‘Bottoms Up!’

Photo by Analyn Cuarto
Photo by Analyn Cuarto

Museum at Anvil Centre opens exhibition on New West’s history of drinking

By Jillian McMullen, Staff Writer

 

The New Westminster Museum and Archives, located in Anvil Centre, opened the exhibition Bottoms Up: The Cultures of Drink in the Royal City on November 6, exploring the city’s former and current drinking habits, drinking places, and the people who frequent them.

The exhibition focuses mainly on the social aspects of drinking—most significantly, of course, alcoholic drinks. According to the welcoming infographic, New West was one of the country’s national drinking capitals, with the most bar seats per capita. This helped to strengthen identity in the city by reinforcing camaraderie among social groups. However, the exhibition highlights the important distinction that only citizens who already belonged to these established social groups were brought together, as outsiders were not allowed past the threshold of certain establishments. Age, class, gender, and race have all socially limited citizens from drinking parlours.

The exhibition covers familiar historic moments affecting communal drinking habits, with examples of drinking wares that were common to each one. Prohibition, probably the most notable of these periods, did not stop drinking, but merely slowed the process by which people accessed their drinks. Saloons and parlours, according to the exhibition’s text, “were predominantly white male spaces,” so women responded with establishing a new type of venue: Teahouses. Despite men and women having their own spaces, young citizens found ways to interact, allowing women into prescribed men’s sections granted they had an escort.

The centrepiece of the exhibition explores the memories of various citizens’ participation in the city’s drinking history via sound clips. The exhibition contains a table on which there are about eight to ten copper disks and a cup that the curators of the exhibition have hooked a speaker into. When guests place the cup-speaker on one of the disks, a clip is played. One in particular describes how men would attempt to meet women despite the gendered sections. \

“Yes, there was a men’s side and a women’s side—women and escorts,” humorously reminisces one of the men in the clip. “And it was a regular thing if a bunch of us were over on the men side. We would look over into the women’s side to see if you knew anyone. If we did—we saw one friend with one lady—we’d all go over. ‘Women and escorts’ didn’t say how many, so you were always looking over for somebody who you could join.”

While New West was definitely a drinking city, the exhibition shows most importantly the changing physical and social landscape of public spaces throughout the city’s history. Photos of old storefronts are a fascinating way to look back on the history of the streets on which we travel day-to-day and how we as citizens interact “in place.” Bottoms Up is scheduled to be in the New Westminster Museum until March 25 next year.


EXERCISE OBJECTIVE
Write out all the data again, exactly as shown.

◇ ◇ ◇

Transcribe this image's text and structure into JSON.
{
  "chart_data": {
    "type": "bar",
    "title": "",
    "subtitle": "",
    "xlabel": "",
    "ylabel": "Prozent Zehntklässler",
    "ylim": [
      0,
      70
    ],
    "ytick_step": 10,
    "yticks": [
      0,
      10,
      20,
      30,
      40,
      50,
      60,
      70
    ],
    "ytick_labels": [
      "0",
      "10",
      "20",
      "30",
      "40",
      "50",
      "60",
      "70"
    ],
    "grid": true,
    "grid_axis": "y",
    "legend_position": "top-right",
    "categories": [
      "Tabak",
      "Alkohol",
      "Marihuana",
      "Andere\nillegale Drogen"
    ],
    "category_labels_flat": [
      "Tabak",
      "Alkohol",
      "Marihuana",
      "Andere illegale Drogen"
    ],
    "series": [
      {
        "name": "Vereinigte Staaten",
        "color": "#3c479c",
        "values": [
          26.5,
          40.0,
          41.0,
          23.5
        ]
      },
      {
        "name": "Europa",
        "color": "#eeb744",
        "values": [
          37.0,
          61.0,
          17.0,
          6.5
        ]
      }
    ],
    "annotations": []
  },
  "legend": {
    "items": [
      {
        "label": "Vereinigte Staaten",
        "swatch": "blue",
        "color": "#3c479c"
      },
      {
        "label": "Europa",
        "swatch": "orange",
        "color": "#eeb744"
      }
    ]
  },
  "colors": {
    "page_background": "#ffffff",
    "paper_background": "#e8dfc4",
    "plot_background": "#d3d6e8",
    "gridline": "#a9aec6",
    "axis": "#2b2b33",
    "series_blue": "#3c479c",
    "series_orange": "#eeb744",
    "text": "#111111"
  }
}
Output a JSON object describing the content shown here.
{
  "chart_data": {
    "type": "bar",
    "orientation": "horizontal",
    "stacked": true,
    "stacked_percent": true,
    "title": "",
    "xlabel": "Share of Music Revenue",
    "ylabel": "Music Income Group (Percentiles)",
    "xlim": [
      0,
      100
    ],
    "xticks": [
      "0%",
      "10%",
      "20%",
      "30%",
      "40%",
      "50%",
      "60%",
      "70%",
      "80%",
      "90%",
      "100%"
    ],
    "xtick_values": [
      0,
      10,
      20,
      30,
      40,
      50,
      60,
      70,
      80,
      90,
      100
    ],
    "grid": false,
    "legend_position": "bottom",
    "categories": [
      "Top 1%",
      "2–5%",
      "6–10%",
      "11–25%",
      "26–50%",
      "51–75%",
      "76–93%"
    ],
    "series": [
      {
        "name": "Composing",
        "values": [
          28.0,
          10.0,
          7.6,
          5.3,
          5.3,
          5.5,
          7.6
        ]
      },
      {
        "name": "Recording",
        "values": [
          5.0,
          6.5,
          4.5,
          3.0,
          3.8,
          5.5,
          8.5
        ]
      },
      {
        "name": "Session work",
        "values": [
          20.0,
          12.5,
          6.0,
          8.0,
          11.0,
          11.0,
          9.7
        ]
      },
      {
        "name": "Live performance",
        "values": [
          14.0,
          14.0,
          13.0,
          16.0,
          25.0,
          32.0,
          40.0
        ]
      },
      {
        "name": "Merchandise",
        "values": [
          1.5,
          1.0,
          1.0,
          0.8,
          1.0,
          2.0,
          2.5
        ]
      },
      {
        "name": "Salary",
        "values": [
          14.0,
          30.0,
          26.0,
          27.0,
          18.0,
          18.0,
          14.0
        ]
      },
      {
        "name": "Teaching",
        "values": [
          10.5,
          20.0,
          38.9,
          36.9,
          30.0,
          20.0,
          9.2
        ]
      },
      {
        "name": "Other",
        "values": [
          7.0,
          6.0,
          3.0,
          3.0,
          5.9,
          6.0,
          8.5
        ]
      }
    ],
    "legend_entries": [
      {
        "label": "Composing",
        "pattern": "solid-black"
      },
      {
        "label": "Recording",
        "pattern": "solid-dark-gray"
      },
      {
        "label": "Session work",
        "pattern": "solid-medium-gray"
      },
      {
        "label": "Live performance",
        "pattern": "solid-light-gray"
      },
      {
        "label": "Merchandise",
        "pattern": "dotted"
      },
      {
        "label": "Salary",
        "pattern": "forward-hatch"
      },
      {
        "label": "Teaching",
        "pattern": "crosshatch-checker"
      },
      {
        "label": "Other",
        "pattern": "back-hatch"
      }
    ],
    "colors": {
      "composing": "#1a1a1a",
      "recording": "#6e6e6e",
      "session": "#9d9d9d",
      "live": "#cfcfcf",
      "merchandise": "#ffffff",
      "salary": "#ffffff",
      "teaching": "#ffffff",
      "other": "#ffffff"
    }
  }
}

◇ ◇ ◇

ANSWER BOX
Transcribe this image's text and structure into JSON.
{
  "chart_data": {
    "type": "bar",
    "title": "",
    "subtitle": "",
    "xlabel": "",
    "ylabel": "Prozent Zehntklässler",
    "ylim": [
      0,
      70
    ],
    "ytick_step": 10,
    "yticks": [
      0,
      10,
      20,
      30,
      40,
      50,
      60,
      70
    ],
    "ytick_labels": [
      "0",
      "10",
      "20",
      "30",
      "40",
      "50",
      "60",
      "70"
    ],
    "grid": true,
    "grid_axis": "y",
    "legend_position": "top-right",
    "categories": [
      "Tabak",
      "Alkohol",
      "Marihuana",
      "Andere\nillegale Drogen"
    ],
    "category_labels_flat": [
      "Tabak",
      "Alkohol",
      "Marihuana",
      "Andere illegale Drogen"
    ],
    "series": [
      {
        "name": "Vereinigte Staaten",
        "color": "#3c479c",
        "values": [
          26.5,
          40.0,
          41.0,
          23.5
        ]
      },
      {
        "name": "Europa",
        "color": "#eeb744",
        "values": [
          37.0,
          61.0,
          17.0,
          6.5
        ]
      }
    ],
    "annotations": []
  },
  "legend": {
    "items": [
      {
        "label": "Vereinigte Staaten",
        "swatch": "blue",
        "color": "#3c479c"
      },
      {
        "label": "Europa",
        "swatch": "orange",
        "color": "#eeb744"
      }
    ]
  },
  "colors": {
    "page_background": "#ffffff",
    "paper_background": "#e8dfc4",
    "plot_background": "#d3d6e8",
    "gridline": "#a9aec6",
    "axis": "#2b2b33",
    "series_blue": "#3c479c",
    "series_orange": "#eeb744",
    "text": "#111111"
  }
}
Output a JSON object describing the content shown here.
{
  "chart_data": {
    "type": "bar",
    "orientation": "horizontal",
    "stacked": true,
    "stacked_percent": true,
    "title": "",
    "xlabel": "Share of Music Revenue",
    "ylabel": "Music Income Group (Percentiles)",
    "xlim": [
      0,
      100
    ],
    "xticks": [
      "0%",
      "10%",
      "20%",
      "30%",
      "40%",
      "50%",
      "60%",
      "70%",
      "80%",
      "90%",
      "100%"
    ],
    "xtick_values": [
      0,
      10,
      20,
      30,
      40,
      50,
      60,
      70,
      80,
      90,
      100
    ],
    "grid": false,
    "legend_position": "bottom",
    "categories": [
      "Top 1%",
      "2–5%",
      "6–10%",
      "11–25%",
      "26–50%",
      "51–75%",
      "76–93%"
    ],
    "series": [
      {
        "name": "Composing",
        "values": [
          28.0,
          10.0,
          7.6,
          5.3,
          5.3,
          5.5,
          7.6
        ]
      },
      {
        "name": "Recording",
        "values": [
          5.0,
          6.5,
          4.5,
          3.0,
          3.8,
          5.5,
          8.5
        ]
      },
      {
        "name": "Session work",
        "values": [
          20.0,
          12.5,
          6.0,
          8.0,
          11.0,
          11.0,
          9.7
        ]
      },
      {
        "name": "Live performance",
        "values": [
          14.0,
          14.0,
          13.0,
          16.0,
          25.0,
          32.0,
          40.0
        ]
      },
      {
        "name": "Merchandise",
        "values": [
          1.5,
          1.0,
          1.0,
          0.8,
          1.0,
          2.0,
          2.5
        ]
      },
      {
        "name": "Salary",
        "values": [
          14.0,
          30.0,
          26.0,
          27.0,
          18.0,
          18.0,
          14.0
        ]
      },
      {
        "name": "Teaching",
        "values": [
          10.5,
          20.0,
          38.9,
          36.9,
          30.0,
          20.0,
          9.2
        ]
      },
      {
        "name": "Other",
        "values": [
          7.0,
          6.0,
          3.0,
          3.0,
          5.9,
          6.0,
          8.5
        ]
      }
    ],
    "legend_entries": [
      {
        "label": "Composing",
        "pattern": "solid-black"
      },
      {
        "label": "Recording",
        "pattern": "solid-dark-gray"
      },
      {
        "label": "Session work",
        "pattern": "solid-medium-gray"
      },
      {
        "label": "Live performance",
        "pattern": "solid-light-gray"
      },
      {
        "label": "Merchandise",
        "pattern": "dotted"
      },
      {
        "label": "Salary",
        "pattern": "forward-hatch"
      },
      {
        "label": "Teaching",
        "pattern": "crosshatch-checker"
      },
      {
        "label": "Other",
        "pattern": "back-hatch"
      }
    ],
    "colors": {
      "composing": "#1a1a1a",
      "recording": "#6e6e6e",
      "session": "#9d9d9d",
      "live": "#cfcfcf",
      "merchandise": "#ffffff",
      "salary": "#ffffff",
      "teaching": "#ffffff",
      "other": "#ffffff"
    }
  }
}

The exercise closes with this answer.